IN-PERSON: Applying Education

Teaching and Learning Conference
Interdisciplinary Peer-to-Peer Learning in Design and Policy: Rhizome at Virginia Tech
G. Hamming
3:30 pm - 5:00 pm

Abstract

Launched in Fall 2021, the Rhizome Living-Learning Community is a partnership between Virginia Tech’s College of Architecture, Arts, and Design and Division of Student Affairs. Featuring an interdisciplinary, multigenerational mix of curricular and co-curricular experiences, it aims to help undergraduate students gain the skills and perspectives to tackle complex global challenges through a combination of design thinking, systems thinking, sustainable development, and project-based learning. Yearly learning is centered on one of the seventeen United Nations Sustainable Development Goals, and approaches a complex global challenge from both global and local perspectives. The culmination of the year is a sustained and iterative project in collaboration with a community partner, offering design-based solutions to one or more problems faced by that partner. In Rhizome’s first year, the theme was food insecurity and sustainable agriculture, with the focus shifting to sustainable cities and communities in the second. This paper reflects on these first two years of Rhizome, in particular on the challenges and possibilities represented by Rhizome’s unique blended emphasis on policy and design interventions.
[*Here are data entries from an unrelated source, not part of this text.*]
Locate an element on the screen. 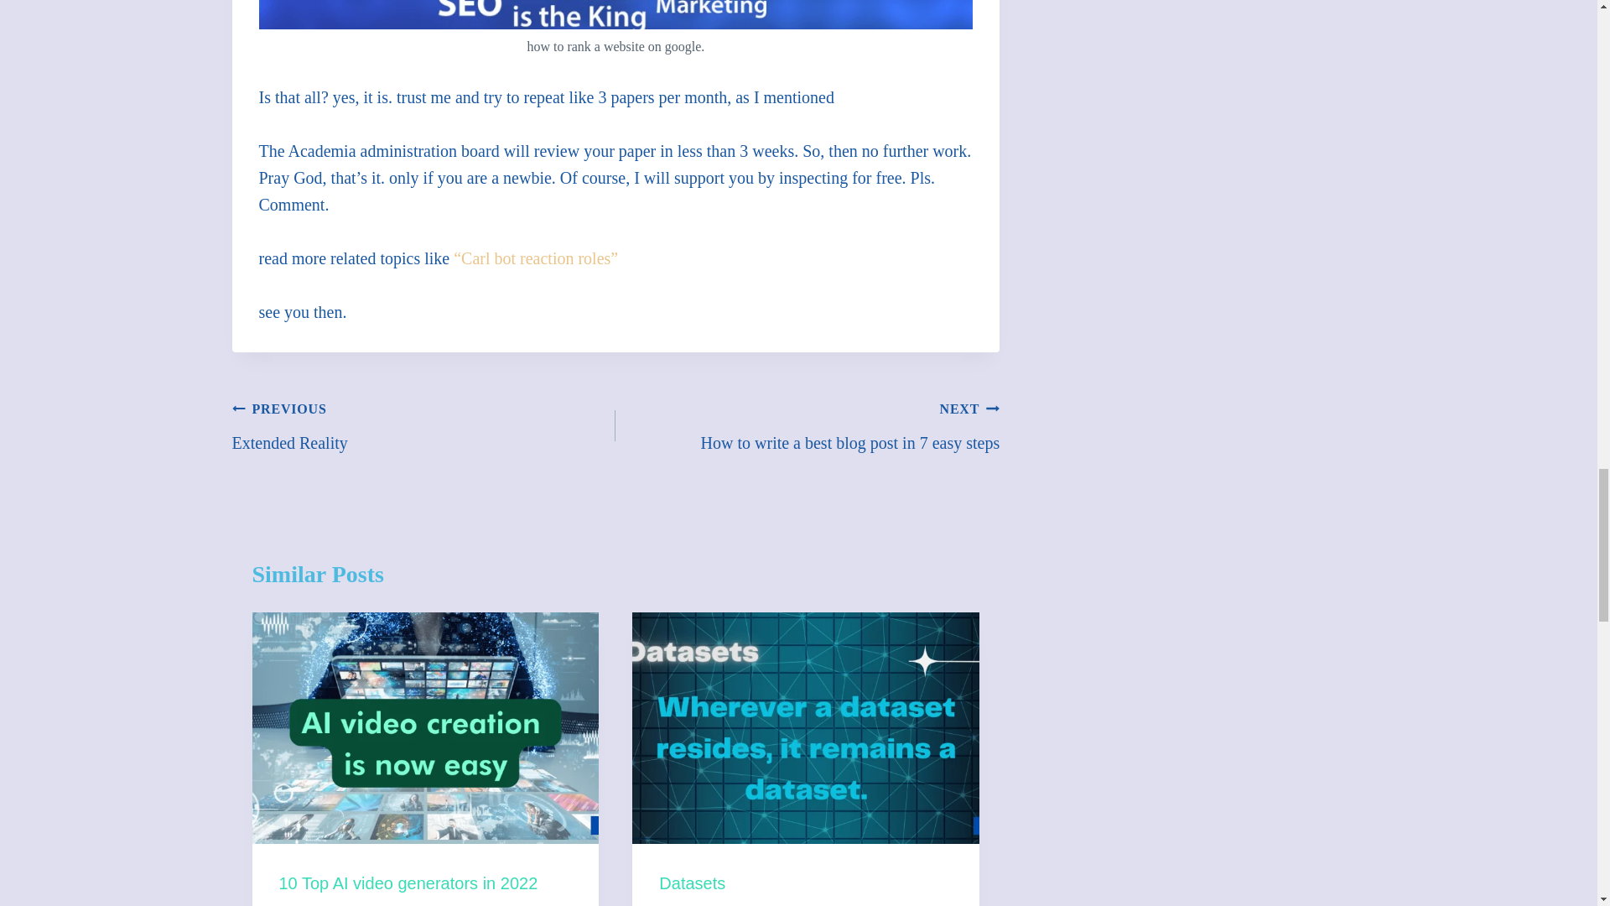  10 Top AI video generators in 2022 is located at coordinates (807, 424).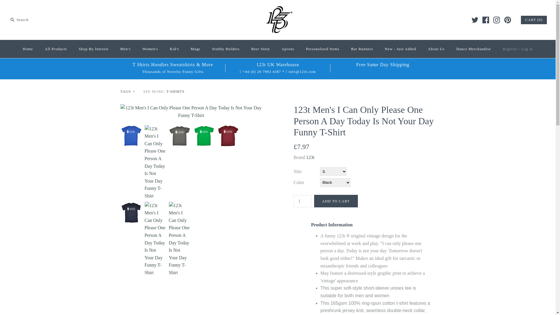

How do design and engineering students understand their relationships to policy? How do students in the humanities and sciences contribute to design projects? How does peer-to-peer learning—specifically, organization into interdisciplinary design teams—impact students’ understanding of their roles in addressing complex global challenges? By answering these and related questions, this paper offers guidance and possibilities for the creation and sustenance of similar living-learning communities.

Biography

Grant Hamming is a Collegiate Assistant Professor at Virginia Tech and the Program Director of the Rhizome Living-Learning Community. He earned his PhD in the History of Art from Stanford University in 2016, and has held postdoctoral fellowships at the Harvard Art Museums and the Rollins Museum of Art. His research and teaching interests include design history, transnationalism, modernism, and sustainability.